Confused? So was I. And, to be honest, I still am.

The great thing about 4-D is that, for once, as the viewer, you don't have that privileged position you often have (and seemed to get more and more throughout the last few series) of knowing much more than the "hero". The teaser and the scenes of Lukesh's home life poses more questions than they answer, although the link between Lukesh's nagging mother and his penchant for cutting out women's tongues is a nice if disturbing touch.

The bad thing, to me at least, is that it really pushes the credibility of Reyes' astute intuition. Do we honestly believe that she just *guesses* this stuff about parallel universes? I really struggle to, and it feels like a bit of a cheat to have people "just knowing" anything, particularly when it's the kind of idea you'd dismiss offhand if you even had it in the first place!

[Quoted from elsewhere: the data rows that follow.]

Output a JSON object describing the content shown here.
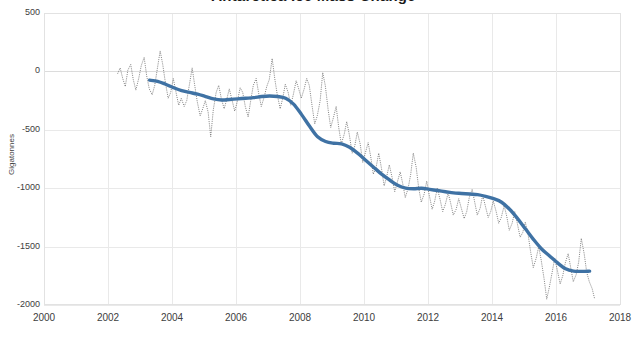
{
  "chart_data": {
    "type": "line",
    "title": "Antarctica Ice Mass Change",
    "xlabel": "",
    "ylabel": "Gigatonnes",
    "xlim": [
      2000,
      2018
    ],
    "ylim": [
      -2000,
      500
    ],
    "x_ticks": [
      2000,
      2002,
      2004,
      2006,
      2008,
      2010,
      2012,
      2014,
      2016,
      2018
    ],
    "y_ticks": [
      500,
      0,
      -500,
      -1000,
      -1500,
      -2000
    ],
    "grid": true,
    "legend": "none",
    "series": [
      {
        "name": "Monthly ice mass anomaly",
        "style": "dotted-thin",
        "color": "#555555",
        "x": [
          2002.3,
          2002.38,
          2002.46,
          2002.54,
          2002.62,
          2002.71,
          2002.79,
          2002.87,
          2002.96,
          2003.04,
          2003.13,
          2003.21,
          2003.29,
          2003.38,
          2003.46,
          2003.54,
          2003.63,
          2003.71,
          2003.79,
          2003.88,
          2003.96,
          2004.04,
          2004.13,
          2004.21,
          2004.29,
          2004.38,
          2004.46,
          2004.54,
          2004.63,
          2004.71,
          2004.79,
          2004.88,
          2004.96,
          2005.04,
          2005.13,
          2005.21,
          2005.29,
          2005.38,
          2005.46,
          2005.54,
          2005.63,
          2005.71,
          2005.79,
          2005.88,
          2005.96,
          2006.04,
          2006.13,
          2006.21,
          2006.29,
          2006.38,
          2006.46,
          2006.54,
          2006.63,
          2006.71,
          2006.79,
          2006.88,
          2006.96,
          2007.04,
          2007.13,
          2007.21,
          2007.29,
          2007.38,
          2007.46,
          2007.54,
          2007.63,
          2007.71,
          2007.79,
          2007.88,
          2007.96,
          2008.04,
          2008.13,
          2008.21,
          2008.29,
          2008.38,
          2008.46,
          2008.54,
          2008.63,
          2008.71,
          2008.79,
          2008.88,
          2008.96,
          2009.04,
          2009.13,
          2009.21,
          2009.29,
          2009.38,
          2009.46,
          2009.54,
          2009.63,
          2009.71,
          2009.79,
          2009.88,
          2009.96,
          2010.04,
          2010.13,
          2010.21,
          2010.29,
          2010.38,
          2010.46,
          2010.54,
          2010.63,
          2010.71,
          2010.79,
          2010.88,
          2010.96,
          2011.04,
          2011.13,
          2011.21,
          2011.29,
          2011.38,
          2011.46,
          2011.54,
          2011.63,
          2011.71,
          2011.79,
          2011.88,
          2011.96,
          2012.04,
          2012.13,
          2012.21,
          2012.29,
          2012.38,
          2012.46,
          2012.54,
          2012.63,
          2012.71,
          2012.79,
          2012.88,
          2012.96,
          2013.04,
          2013.13,
          2013.21,
          2013.29,
          2013.38,
          2013.46,
          2013.54,
          2013.63,
          2013.71,
          2013.79,
          2013.88,
          2013.96,
          2014.04,
          2014.13,
          2014.21,
          2014.29,
          2014.38,
          2014.46,
          2014.54,
          2014.63,
          2014.71,
          2014.79,
          2014.88,
          2014.96,
          2015.04,
          2015.13,
          2015.21,
          2015.29,
          2015.38,
          2015.46,
          2015.54,
          2015.63,
          2015.71,
          2015.79,
          2015.88,
          2015.96,
          2016.04,
          2016.13,
          2016.21,
          2016.29,
          2016.38,
          2016.46,
          2016.54,
          2016.63,
          2016.71,
          2016.79,
          2016.88,
          2016.96,
          2017.04,
          2017.13,
          2017.21
        ],
        "y": [
          -20,
          30,
          -60,
          -130,
          10,
          60,
          -70,
          -160,
          -60,
          50,
          120,
          -40,
          -150,
          -200,
          -120,
          20,
          175,
          60,
          -90,
          -230,
          -180,
          -60,
          -185,
          -290,
          -230,
          -300,
          -250,
          -120,
          30,
          -120,
          -260,
          -380,
          -320,
          -250,
          -350,
          -560,
          -330,
          -180,
          -120,
          -230,
          -320,
          -240,
          -150,
          -250,
          -340,
          -260,
          -140,
          -180,
          -300,
          -390,
          -250,
          -120,
          -60,
          -190,
          -300,
          -220,
          -130,
          -70,
          110,
          -60,
          -200,
          -320,
          -230,
          -110,
          -180,
          -290,
          -200,
          -80,
          -150,
          -230,
          -150,
          -60,
          -120,
          -300,
          -450,
          -380,
          -250,
          -10,
          -120,
          -330,
          -480,
          -400,
          -300,
          -480,
          -620,
          -540,
          -430,
          -540,
          -700,
          -640,
          -520,
          -620,
          -780,
          -700,
          -610,
          -730,
          -880,
          -820,
          -700,
          -820,
          -980,
          -900,
          -800,
          -910,
          -1030,
          -950,
          -860,
          -960,
          -1080,
          -1000,
          -880,
          -700,
          -820,
          -1000,
          -1120,
          -1050,
          -940,
          -1060,
          -1180,
          -1110,
          -1000,
          -1100,
          -1200,
          -1140,
          -1040,
          -1130,
          -1230,
          -1180,
          -1090,
          -1170,
          -1260,
          -1200,
          -1080,
          -1010,
          -1120,
          -1230,
          -1170,
          -1060,
          -1150,
          -1250,
          -1200,
          -1110,
          -1200,
          -1300,
          -1250,
          -1150,
          -1240,
          -1360,
          -1300,
          -1200,
          -1300,
          -1420,
          -1380,
          -1290,
          -1400,
          -1550,
          -1680,
          -1600,
          -1500,
          -1620,
          -1780,
          -1950,
          -1850,
          -1720,
          -1600,
          -1700,
          -1820,
          -1750,
          -1640,
          -1560,
          -1680,
          -1800,
          -1740,
          -1630,
          -1430,
          -1560,
          -1720,
          -1800,
          -1860,
          -1950
        ]
      },
      {
        "name": "Smoothed trend (running mean)",
        "style": "thick-solid",
        "color": "#3f72a4",
        "x": [
          2003.3,
          2003.55,
          2003.8,
          2004.05,
          2004.3,
          2004.55,
          2004.8,
          2005.05,
          2005.3,
          2005.55,
          2005.8,
          2006.05,
          2006.3,
          2006.55,
          2006.8,
          2007.05,
          2007.3,
          2007.55,
          2007.8,
          2008.05,
          2008.3,
          2008.55,
          2008.8,
          2009.05,
          2009.3,
          2009.55,
          2009.8,
          2010.05,
          2010.3,
          2010.55,
          2010.8,
          2011.05,
          2011.3,
          2011.55,
          2011.8,
          2012.05,
          2012.3,
          2012.55,
          2012.8,
          2013.05,
          2013.3,
          2013.55,
          2013.8,
          2014.05,
          2014.3,
          2014.55,
          2014.8,
          2015.05,
          2015.3,
          2015.55,
          2015.8,
          2016.05,
          2016.3,
          2016.55,
          2016.8,
          2017.05
        ],
        "y": [
          -75,
          -85,
          -110,
          -140,
          -165,
          -180,
          -195,
          -215,
          -235,
          -245,
          -240,
          -235,
          -230,
          -225,
          -215,
          -210,
          -215,
          -230,
          -280,
          -370,
          -470,
          -560,
          -600,
          -615,
          -620,
          -650,
          -700,
          -760,
          -820,
          -880,
          -930,
          -975,
          -1000,
          -1005,
          -1000,
          -1010,
          -1020,
          -1030,
          -1040,
          -1045,
          -1050,
          -1055,
          -1070,
          -1090,
          -1120,
          -1180,
          -1260,
          -1350,
          -1440,
          -1520,
          -1580,
          -1640,
          -1690,
          -1710,
          -1712,
          -1710
        ]
      }
    ]
  },
  "axes": {
    "y_title": "Gigatonnes",
    "y_tick_labels": [
      "500",
      "0",
      "-500",
      "-1000",
      "-1500",
      "-2000"
    ],
    "x_tick_labels": [
      "2000",
      "2002",
      "2004",
      "2006",
      "2008",
      "2010",
      "2012",
      "2014",
      "2016",
      "2018"
    ]
  }
}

But yeah, the big problem here is: how the hell does this ending work? The whole story happens, and then, for some reason, Reyes B is not only back in her flat, but no time appears to have passed. Why? Who knows?

It doesn't actually matter though. It's good fun while it lasts, and you'll stay tuned in if only to figure out how they're going to finish this. I may be jaded and cynical, but I can hardly have been the only one thinking that a show wouldn't kill off two of its characters in the first five minutes of the fourth episode of a new series. So the teaser is less about me wondering whether they'll survive, but how.